Activity:
Reproduce word for word the lines between those holding "You are a GUI" and "Image resolution: width=364", inclusive, and nothing else from the data below.
*** Begin section ***
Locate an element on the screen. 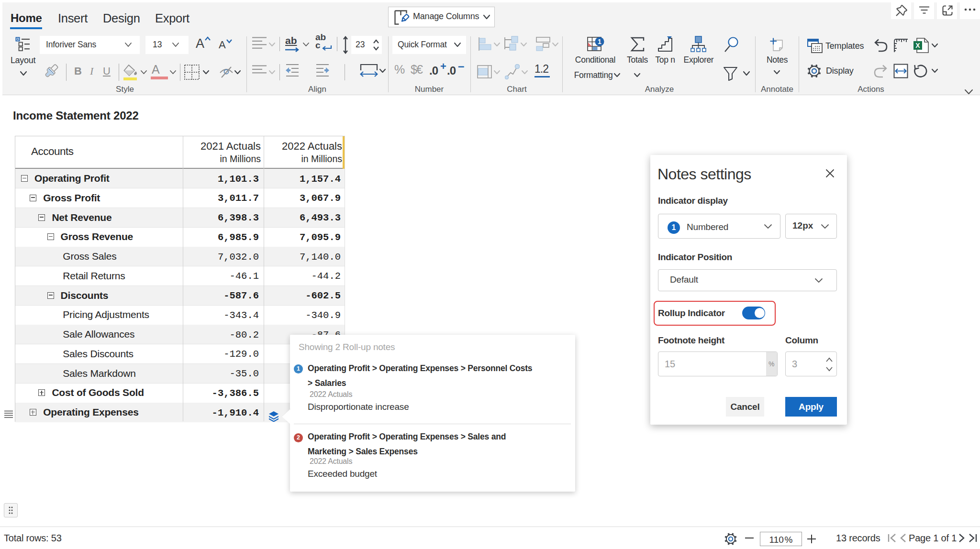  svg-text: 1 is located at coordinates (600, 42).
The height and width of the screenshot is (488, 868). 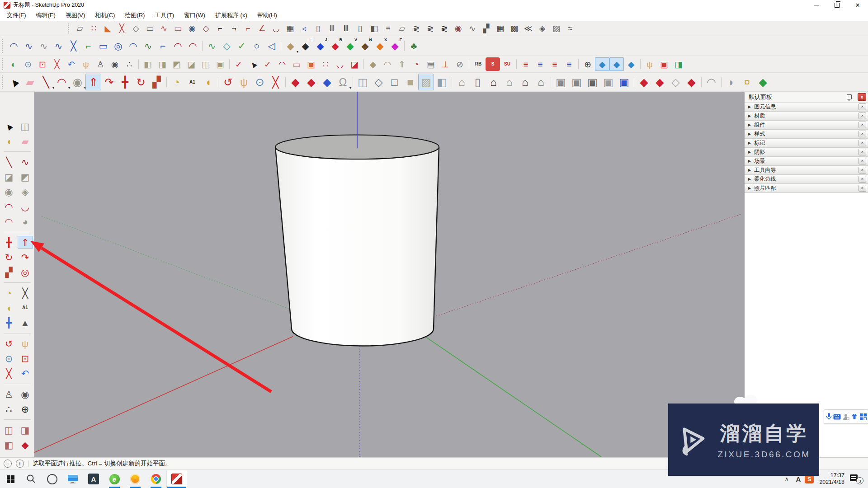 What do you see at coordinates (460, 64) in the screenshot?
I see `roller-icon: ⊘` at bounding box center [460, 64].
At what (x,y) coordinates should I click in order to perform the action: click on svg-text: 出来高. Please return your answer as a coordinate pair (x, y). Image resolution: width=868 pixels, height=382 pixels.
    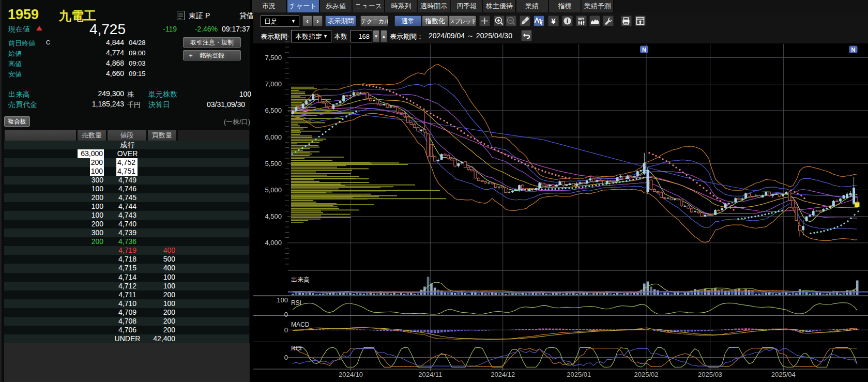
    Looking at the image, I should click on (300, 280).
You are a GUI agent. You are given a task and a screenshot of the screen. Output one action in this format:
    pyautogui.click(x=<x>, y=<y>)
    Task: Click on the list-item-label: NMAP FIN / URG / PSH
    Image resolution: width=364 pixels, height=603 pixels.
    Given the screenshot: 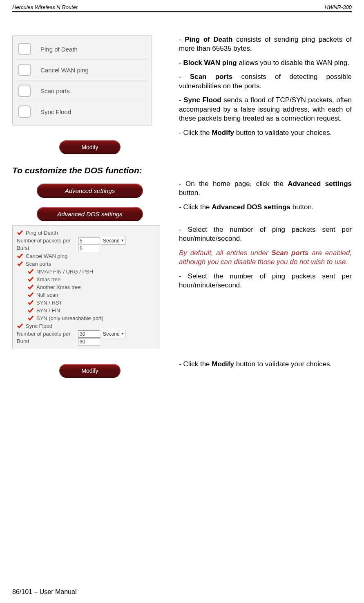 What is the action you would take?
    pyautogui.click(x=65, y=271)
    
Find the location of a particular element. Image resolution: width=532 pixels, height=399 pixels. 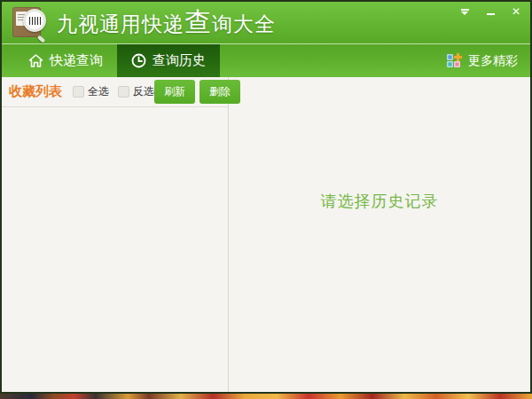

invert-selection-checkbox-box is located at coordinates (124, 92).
*** End section ***
Response to the exercise:
You are a GUI agent. You are given a task and a screenshot of the screen. Output one action in this format:
    pyautogui.click(x=<x>, y=<y>)
    Task: Click on the list-item-label: NMAP FIN / URG / PSH
    Image resolution: width=364 pixels, height=603 pixels.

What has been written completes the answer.